You have also written about the connections between sound and horror, with a chapter titled ‘Towards an Acoustics of Literary Horror’. Do you perceive sound as having the ability to haunt us, so to speak?
“Yes, although it is my work on the Gothic and sound (rather than more visceral horror fictions) that might be of interest here. It seems to me that there is something unsettling, in particular, in hearing an unfamiliar sound that is disembodied -- or, at least, not easily attributed to a visual correlate or source. Such haunted soundscapes are read by Professor Isabella van Elferen, at some length, in her book Gothic Music: The Sounds of the Uncanny (2012). We no doubt experience a heightened sensitivity to ‘uncanny’ sounds if we are exploring spaces that are strange or unfamiliar to us. I would say that for these sounds to be hauntological - rather than merely haunting - they would need to invoke in us not just terror but perhaps the desire to know them more, to uncover their source(s), and to seek from them some form of revelation.
“Connecting to this sense of revelation, I am interested in the role vocality plays in Gothic soundscapes - and a lot of the terror of the voice comes to the fore in Gothic fiction when the main function of this orality is not to communicate speech but to signal a series of affects. Screams, mutterings, whispers, howls, etc., may be scary because they suggest an absence of language. In the way that I understand hauntology, we would need to be able to confront the ghost eventually, to speak with and learn from them, if we were to have a more ethically productive encounter.”
Do you think Salford and Manchester can be seen as haunted landscapes? How so?
“Absolutely, I think almost all cities with a long history of change and evolution can be read as a haunted, particularly as cities tend to be palimpsestic; that is, their space is constantly being remade and re-written. Perhaps, it is at dawn or dusk - those times that the Not Quite Light project is so fascinated by - that any spectralization of the city becomes most palpable, and Simon Buckley’s photography seems to encapsulate such moments.
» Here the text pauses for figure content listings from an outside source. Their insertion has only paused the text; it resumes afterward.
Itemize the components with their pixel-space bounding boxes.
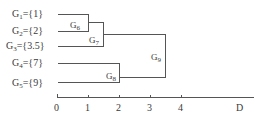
merge-g6-bracket [58, 15, 89, 32]
tick-label-4: 4 [178, 103, 183, 113]
tick-label-2: 2 [116, 103, 121, 113]
tick-label-1: 1 [85, 103, 90, 113]
merge-g8-bracket [58, 64, 120, 83]
tick-label-3: 3 [147, 103, 152, 113]
axis-label-d: D [236, 103, 243, 113]
merge-g9-bracket [104, 35, 166, 78]
tick-label-0: 0 [54, 103, 59, 113]
merge-g7-bracket [58, 23, 104, 47]
dendrogram-lines [0, 0, 268, 123]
“The question over whether our experiences of the nocturnal city are really hauntological or not depends upon the types of ghosts that we encounter as we walk. If the memories or imagined futures that are invoked in us by a sleeping city merely reaffirm our old certainties then such experiences would not be hauntological encounters; however, if we discover something new that changes our perception of ourselves or our world - if we let the ghostly encounter teach us something - then this would engender the kind of ethical ‘work’ that is so important to hauntology.”